Criticism has helped drive a Senate bill that would tighten the rules for donor-advised funds and aim to speed donations to charities.
Tensions were rising Tuesday as Republicans prepared to block the vote, mounting a filibuster over what they see as a rushed and misguided process.
U.S officials allege that China’s Ministry of State Security has been using criminal contract hackers who have engaged in cyber extortion schemes and theft for their own profit, officials said.
The proposal to go after taxpayers who skip out on income taxes initially had potential bipartisan appeal, but outside groups came forward to lambaste it as a way to enable the IRS to snoop around Americans’ personal finances.
Democrats see this as a landmark program along the same lines as Social Security. But many Republicans warn that the payments will discourage parents from working and ultimately feed into long-term poverty.

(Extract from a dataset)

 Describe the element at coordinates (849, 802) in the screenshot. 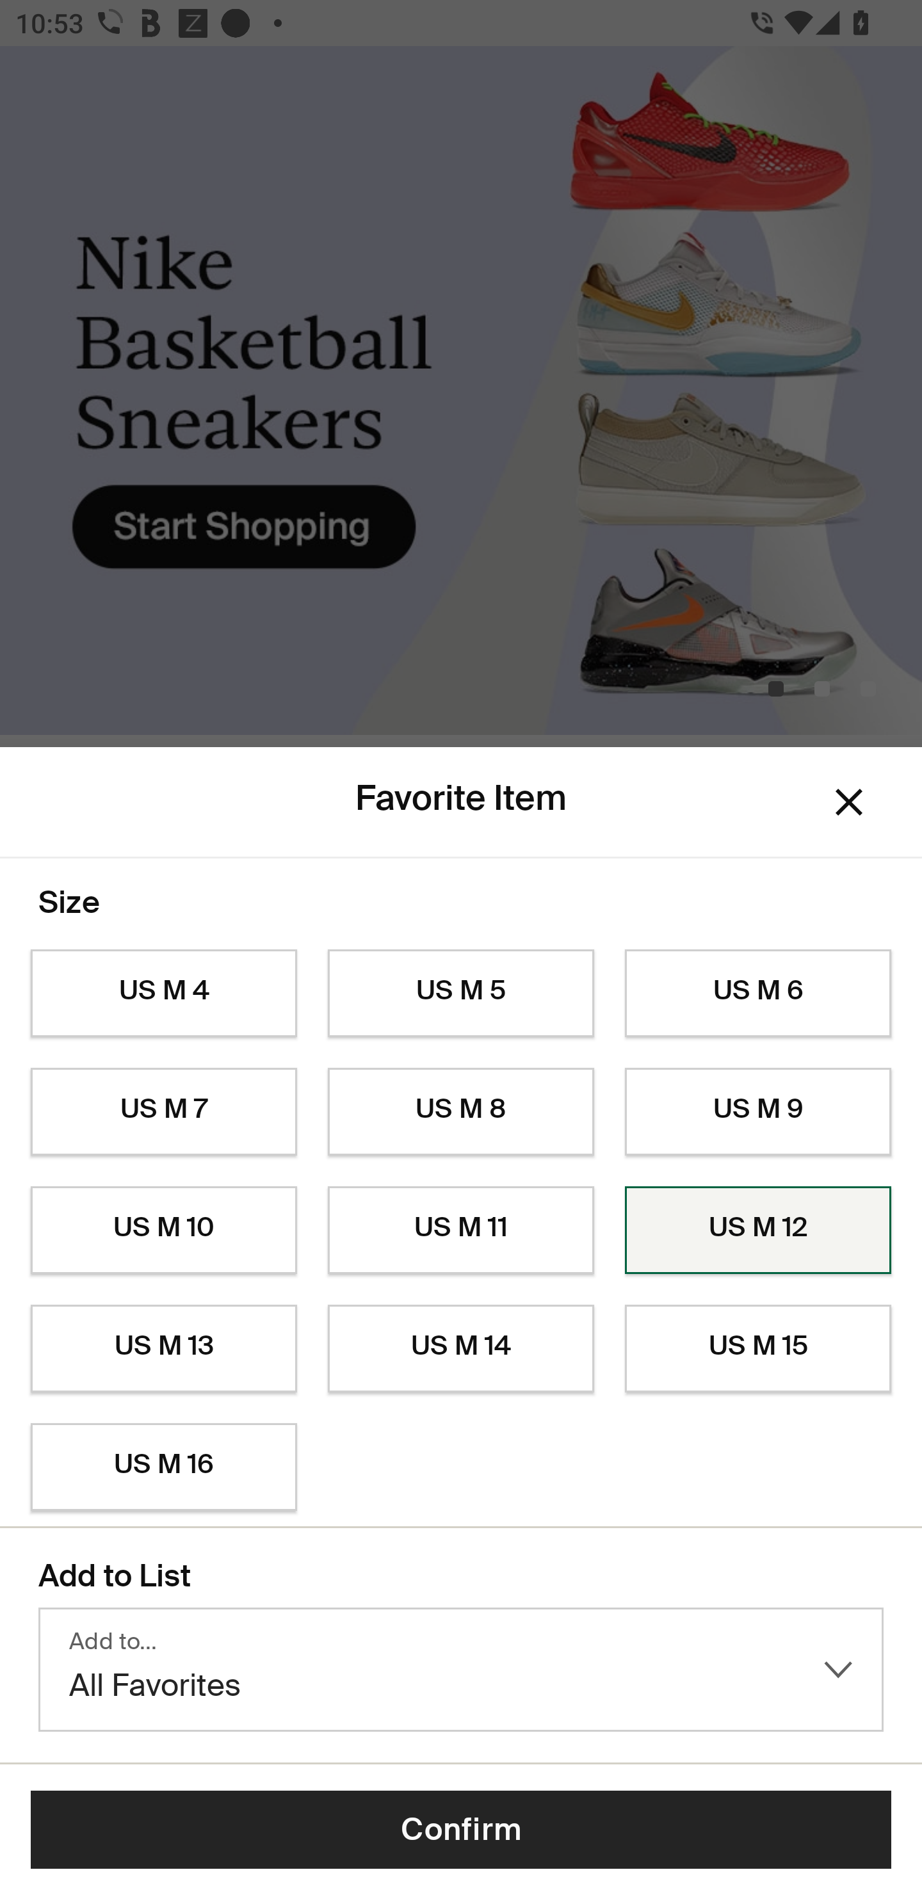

Public support for legalizing marijuana is high, with 91% of Americans saying marijuana should be legal in some form, according to a recent Pew Research Center poll.
Senate Democrats announced late Tuesday that they’d reached a budget agreement envisioning spending an enormous $3.5 trillion over the coming decade, paving the way for their drive to pour federal resources into climate change, health care and family-service programs sought by President Joe Biden. The accord marks a major step in the party’s push to […]
Sen. Bernie Sanders said Monday that he and President Joe Biden are on the same page as Democrats draft a “transformative” infrastructure package unleashing more than $3.5 trillion in domestic investments on par with the New Deal of the 1930s.
The sweeping order includes 72 actions and recommendations that the White House says “will lower prices for families, increase wages for workers, and promote innovation and even faster economic growth.”
The U.S. Chamber of Commerce and the AFL-CIO, along with trade groups representing manufacturers and retailers, announced the coalition Thursday.
Weeks before an eviction moratorium put in place by the Centers for Disease Control and Prevention expires on July 31, much of the federal aid meant to help tenants and landlords has not reached them.